An advertisement for General Telephone and Electronics by which a narrator describes the work of Sylvania Lighting while a rapid succession of shots play displaying various ways the products are used.
Follows a troop train, a freight train, and a truck rushing to deliver men and supplies to a ship convoy in 1943. Explains the reasons for transportation delays and the shortage of goods in wartime. This film was intended to promote understanding and support of the war effort despite inconveniences on the home front.
An advertisement for Maple Lane Chocolate Milk in which a narrator discusses how the product is made over scenes of people reaching for various chocolates.
Reports on the capture of Munda and Rendova in the Solomon Islands. The role of medical instruments and supplies as a kind of weapon in these battles is emphasized, as well as their primary role in the battle against death by wound and infection. Shows the "heroes" at home who donate blood plasma and prepare medical supplies for the front lines. "The camera record of the opening attack against Rendova and Munda, the Japanese counterattack, and the magnificent job done in evacuating American wounded and saving their lives. In these front-line scenes is vividly shown how medical supplies from America meant the difference between life and death of our fighters" (September 1945 Supplement to Indiana University Extension Division Visual Aids Catalog of October 1943, 44).

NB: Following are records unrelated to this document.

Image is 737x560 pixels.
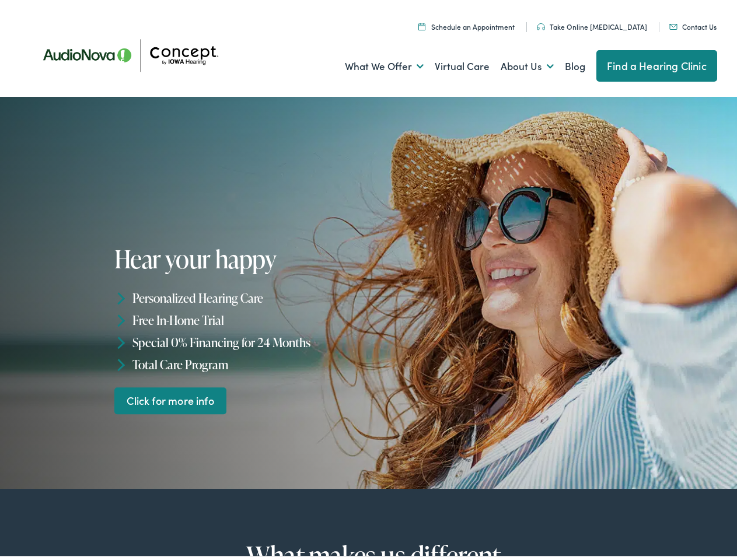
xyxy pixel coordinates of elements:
[435,41,490,85] a: Virtual Care
[537,18,648,28] a: Take Online [MEDICAL_DATA]
[115,306,372,328] li: Free In-Home Trial
[345,41,424,85] a: What We Offer
[115,283,372,306] li: Personalized Hearing Care
[670,21,678,26] img: utility icon
[115,328,372,350] li: Special 0% Financing for 24 Months
[115,350,372,372] li: Total Care Program
[418,19,426,27] img: A calendar icon to schedule an appointment at Concept by Iowa Hearing.
[596,47,718,78] a: Find a Hearing Clinic
[501,41,554,85] a: About Us
[565,41,586,85] a: Blog
[670,18,717,28] a: Contact Us
[115,242,372,269] h1: Hear your happy
[115,384,227,411] a: Click for more info
[537,20,545,27] img: utility icon
[418,18,515,28] a: Schedule an Appointment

Through animated drawings explains the principles of recording and reproducing sound on film. Through demonstrations reveals the functions of the microphone and the light valve and shows how the motion picture projector reproduces sound from a sound track. An instructional sound film.
Based on the writings of Bertha Rachel Palmer, the film tells the story of a young man injured after drinking too much. The doctor who is treating him explains the effect alcohol has on his body.
Shows the development of Negro education. Emphasizes that such a development was slow and difficult from the schoolhouse with broken windows and the teachers only a few steps ahead of the pupils to the modern school which spreads its influence beyond the confines of its four walls through training 9in home economics, machine shop, and handicrafts. Ends with shots of Negroes in universities, as surgeons and nurses in hospitals, and in the Army.
Takes Leni Riefenstahl's footage from the Nuremberg speeches of the Nazi Leaders and superimposes English "translations" over a set of orations in English "in which Hitler, Goebbels, Göring, Streicher and Hess report their sins and mistakes as frankly as if they were victims of one of those notorious 'confession drugs'." (Documentary News Letter, March 1943, 195).
Using dramatized events and newsreels, this film shows the organizing done during World War II to ship war supplies to the military. Shows the work of the Army Transportation Corps in providing ship convoys, as well as the work done by supply depots.
United States. Office of War Information. Domestic Branch. Bureau of Motion Pictures
Summary:
"A quick overview of the weeks spent in learning to jump, tumble, and fall, in practice jumping from a tower and from a dummy plane, in packing the parachute one's life depends on, in learning to jump from a plane in half a second, to guide a chute by working the shroud cords, to land without splintering a leg, to disengage the chute and come up fighting."--War Films, Bulletin of the Extension Division, Indiana University, February, 1943.
Pictures a northern English farm around haymaking time, stressing the interdependence of city and country life. Vegetables and milk go to the city markets and wool goes to the factories. From the city the farmers get manufactured products. As a World War II service, the townsfolk are shown forming voluntary land clubs to help the farmers with their work.
Shows the development of Negro education. Emphasizes that such a development was slow and difficult from the schoolhouse with broken windows and the teachers only a few steps ahead of the pupils to the modern school which spreads its influence beyond the confines of its four walls through training 9in home economics, machine shop, and handicrafts. Ends with shots of Negroes in universities, as surgeons and nurses in hospitals, and in the Army.